Judkins is a mom in the real world, but there are no children in her game. Duke’s wife loves Pinterest and is not a gamer, but they use the game to communicate interior design ideas. Pearson loves the meditative aspects of building. Kauker enjoys the challenge and creativity of playing homeless sims.

“We get these letters from our players all the time,” Duke says. “All the time. It’s something very cool about, like, my job or Lyndsay’s job, is we actually get to see them. We usually post them. We actually have a good news Slack channel where we just kind of share cool things happening, and so we always take photos of fan letters and stuff like that, and share them with the team.”

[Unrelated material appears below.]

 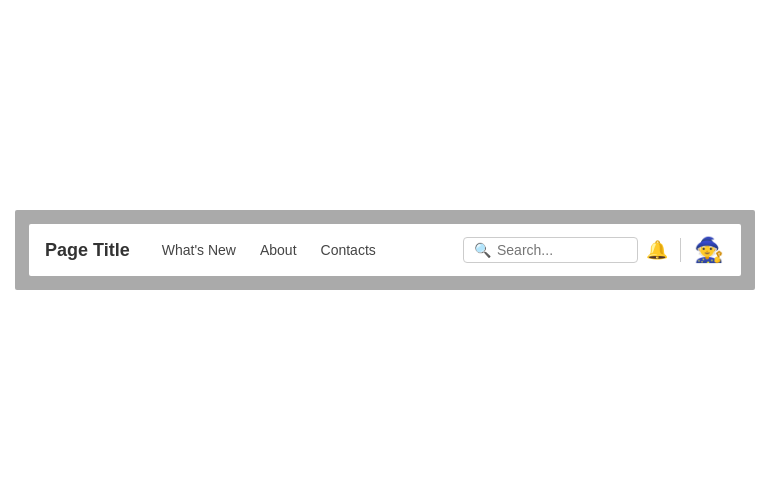 I want to click on avatar: 🧙, so click(x=709, y=250).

As cheesy as it may sound, it’s the community that holds the Maxis team and the world of The Sims together. Whether it’s using the game as a tool for conceptualizing a space to show family, or escaping into this tiny world for just a few minutes, or even discovering one’s identity, the goal has always been to create a fantastical world for players to call their own. And because a large portion of The Sims’ player base is young, the whimsy is the key.

“We often find some of our youngest players are playing for a sense of control,” Duke says. “One of the toughest things about being an early teen [is] just like, ‘I don’t get to control anything, but I’m ready to be in charge of everything.’ It can be your sandbox [...] and it turns out, putting you in charge of everything in The Sims, you can learn from all those mistakes. You can learn that if you don’t sleep for four days, you do pass out, just faceplant. It’s a much safer lesson in the sandbox of The Sims than experimenting in real life.”

While so much of The Sims’ content does reflect real life, such as parenting, it’s the other additions, such as talking toilets, Murphy murder beds, and Sim-eating cowplants, that mix things up and allow for room to experiment, challenge, and maybe even give a good laugh. It’s all about creating that environment, something players can come to love and find themselves within.

“I think that was something that I really loved about the message in that campaign — [it] was just, we all have weirdnesses or things that not everyone else understands or they don’t seem quote-unquote normal,” Duke says, “but that’s what makes us all special, and it’s worth sharing that. So it’s just like, there’s no wrong way to play. There’s no wrong way to live.”